Really, though, we have to thank the sacrifice of early stars that went supernova, exploding and expelling vast clouds of gas, dust and radiation at up to 30,000 K/per second. It was this star material — molecules heavier than iron — that mixed with elements from the Big Bang itself — like hydrogen, helium and traces of lithium — that managed to find its way into the gravitational thrall of our precious yellow dwarf star we call The Sun, and, with the power of gravity, swirl itself into a nearly perfect sphere upon which every single living being — that we have ever known — has lived their life; a small rock that found itself the optimal distance from a source of heat in its randomly generated orbit whose gyrations still allow for hospitable growth and love and livelihoods and existence as we know it, this lovely, confusing, hallowed, fragile, crowded, lonely, miraculous place we call Earth.

 

Thanks stars.

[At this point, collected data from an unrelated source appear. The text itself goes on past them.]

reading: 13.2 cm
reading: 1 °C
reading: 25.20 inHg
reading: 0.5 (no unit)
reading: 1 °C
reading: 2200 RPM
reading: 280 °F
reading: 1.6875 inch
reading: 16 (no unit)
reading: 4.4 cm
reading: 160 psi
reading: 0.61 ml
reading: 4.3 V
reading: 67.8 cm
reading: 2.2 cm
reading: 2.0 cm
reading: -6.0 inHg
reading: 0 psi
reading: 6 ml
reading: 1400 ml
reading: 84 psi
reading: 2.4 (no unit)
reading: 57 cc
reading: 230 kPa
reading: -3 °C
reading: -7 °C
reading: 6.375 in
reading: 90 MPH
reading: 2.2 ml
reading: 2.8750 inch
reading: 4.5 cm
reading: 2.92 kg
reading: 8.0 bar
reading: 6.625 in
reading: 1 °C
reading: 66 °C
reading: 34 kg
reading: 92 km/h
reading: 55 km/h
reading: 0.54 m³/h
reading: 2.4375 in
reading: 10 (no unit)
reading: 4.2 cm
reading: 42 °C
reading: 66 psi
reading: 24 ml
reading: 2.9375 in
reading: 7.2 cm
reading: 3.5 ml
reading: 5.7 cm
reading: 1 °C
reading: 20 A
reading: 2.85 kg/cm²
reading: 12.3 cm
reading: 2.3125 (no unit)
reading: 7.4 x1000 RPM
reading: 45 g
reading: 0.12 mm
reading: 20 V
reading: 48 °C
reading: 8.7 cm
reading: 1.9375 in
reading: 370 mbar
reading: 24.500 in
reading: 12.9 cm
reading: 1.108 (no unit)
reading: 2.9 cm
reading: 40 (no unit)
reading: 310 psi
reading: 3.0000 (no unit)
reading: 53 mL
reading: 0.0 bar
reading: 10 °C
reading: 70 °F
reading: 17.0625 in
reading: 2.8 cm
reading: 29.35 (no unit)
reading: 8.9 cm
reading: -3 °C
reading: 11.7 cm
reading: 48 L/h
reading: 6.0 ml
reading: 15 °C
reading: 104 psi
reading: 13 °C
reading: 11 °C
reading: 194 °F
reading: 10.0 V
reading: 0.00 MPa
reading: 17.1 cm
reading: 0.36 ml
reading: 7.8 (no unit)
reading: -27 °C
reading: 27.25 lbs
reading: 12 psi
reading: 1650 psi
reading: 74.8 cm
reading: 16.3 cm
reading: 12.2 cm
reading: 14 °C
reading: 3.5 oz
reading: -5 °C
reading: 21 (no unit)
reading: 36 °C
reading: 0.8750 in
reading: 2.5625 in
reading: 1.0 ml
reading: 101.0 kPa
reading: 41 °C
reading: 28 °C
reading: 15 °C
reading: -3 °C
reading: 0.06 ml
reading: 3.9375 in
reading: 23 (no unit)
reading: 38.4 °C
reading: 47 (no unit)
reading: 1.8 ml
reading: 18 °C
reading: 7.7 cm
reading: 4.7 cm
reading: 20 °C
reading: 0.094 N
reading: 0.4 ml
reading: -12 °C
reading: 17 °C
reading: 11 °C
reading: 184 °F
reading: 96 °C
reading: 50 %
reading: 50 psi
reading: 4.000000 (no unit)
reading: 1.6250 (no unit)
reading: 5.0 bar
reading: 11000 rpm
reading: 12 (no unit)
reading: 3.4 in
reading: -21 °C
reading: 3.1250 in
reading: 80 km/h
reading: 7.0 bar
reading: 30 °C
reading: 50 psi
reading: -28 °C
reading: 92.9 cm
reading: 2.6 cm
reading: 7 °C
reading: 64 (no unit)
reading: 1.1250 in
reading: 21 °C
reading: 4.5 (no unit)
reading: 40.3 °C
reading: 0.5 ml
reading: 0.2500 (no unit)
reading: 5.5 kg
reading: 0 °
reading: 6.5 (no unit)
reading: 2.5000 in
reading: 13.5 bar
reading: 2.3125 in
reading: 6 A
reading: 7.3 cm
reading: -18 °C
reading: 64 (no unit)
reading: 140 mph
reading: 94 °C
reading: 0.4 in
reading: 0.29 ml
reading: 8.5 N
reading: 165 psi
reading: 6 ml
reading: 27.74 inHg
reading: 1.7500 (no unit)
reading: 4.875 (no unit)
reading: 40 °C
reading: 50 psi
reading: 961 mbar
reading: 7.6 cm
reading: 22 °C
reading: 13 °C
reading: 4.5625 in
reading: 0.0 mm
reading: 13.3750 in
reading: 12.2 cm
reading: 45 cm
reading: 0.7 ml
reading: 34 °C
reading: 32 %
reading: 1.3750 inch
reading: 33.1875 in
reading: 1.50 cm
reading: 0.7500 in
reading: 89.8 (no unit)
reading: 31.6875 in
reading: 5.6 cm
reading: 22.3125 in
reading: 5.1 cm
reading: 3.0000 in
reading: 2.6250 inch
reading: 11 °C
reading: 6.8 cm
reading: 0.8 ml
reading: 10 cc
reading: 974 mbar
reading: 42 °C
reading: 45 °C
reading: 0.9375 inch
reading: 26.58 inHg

Thanks for giving us the Hand Slab.

 

 

 

FOOD: 

4.0 Stars

There are quite a few menu items that delight, but the Hand Slab (spiritual and physical successor to Micucci’s Sicilian Pizza) is a delicious, and nearly unrivaled, piece of pizza.

PRICE: 

Hit and Miss

The Hand Slab is wonderfully priced. You certainly get bang for your buck in that delicious, puffy, fall-apart brick of pie. The rest of the menu is solid, taste-wise, but I’ve seen a couple dishes that are more expensive (by double in some cases) that serve up less actual food than the Handel’s Mcslabberson. It’s up to you what you’re in the mood for, but don’t let a higher price convince you that you’ll be getting a massively larger helping of food.

AMBIENCE: 

Outdoor Sweeting

The indoor area has a cool vibe with poured concrete and a two-tiered layout. However, the outdoor area, smothered in orange, authentic German Bier Hall style tables is the place to be. As the weather turns to winter, outdoors won’t be an option. But during the summer and what little is left of our fall, there are few places more pleasant to crush a slab.

SERVICE: 

Hard Knocks

The servers are generally nice and prompt. Indeed I’ve had some great experiences. But twice of my five times to Slab, I’ve had underwhelming outcomes. Once, when I was alone, it took me about fifteen solid minutes to get visited by a server. After that initial wait it was a generally well-paced service experience. The second occasion was with some buds and one of our cohort had no U.S. identification, just his “I’m from Somewhere in Europe” I.D. card. He was not allowed to buy beer. Now, there was no question he was over 21, in fact he looks about double that age. And I (we) understand that Slab has regulations on which cards they can take or not take. Ultimately it’s a judgment call on staying completely safe (from a regulation standpoint, in case an inspector were somehow present), or keeping your previously-happy customers happy. By choosing the former, Slab earned the dubious company of Binga’s Stadium as the only other place in Portland to not accept that “I’m from Somewhere in Europe” I.D. card. With that last experience, Slab, unfortunately, lost a couple customers.

EAT OR SKIP: 

Eat

That unfortunate event withstanding, I will still eat at Slab. The Hand Slab is just that tasty. And I know Slab doesn’t necessarily need my patronage, nor that of my friends, since business looks to be in business. However, what was once an immaculately excellent place to go now has a blemish, which, unfortunately, will not soon fade.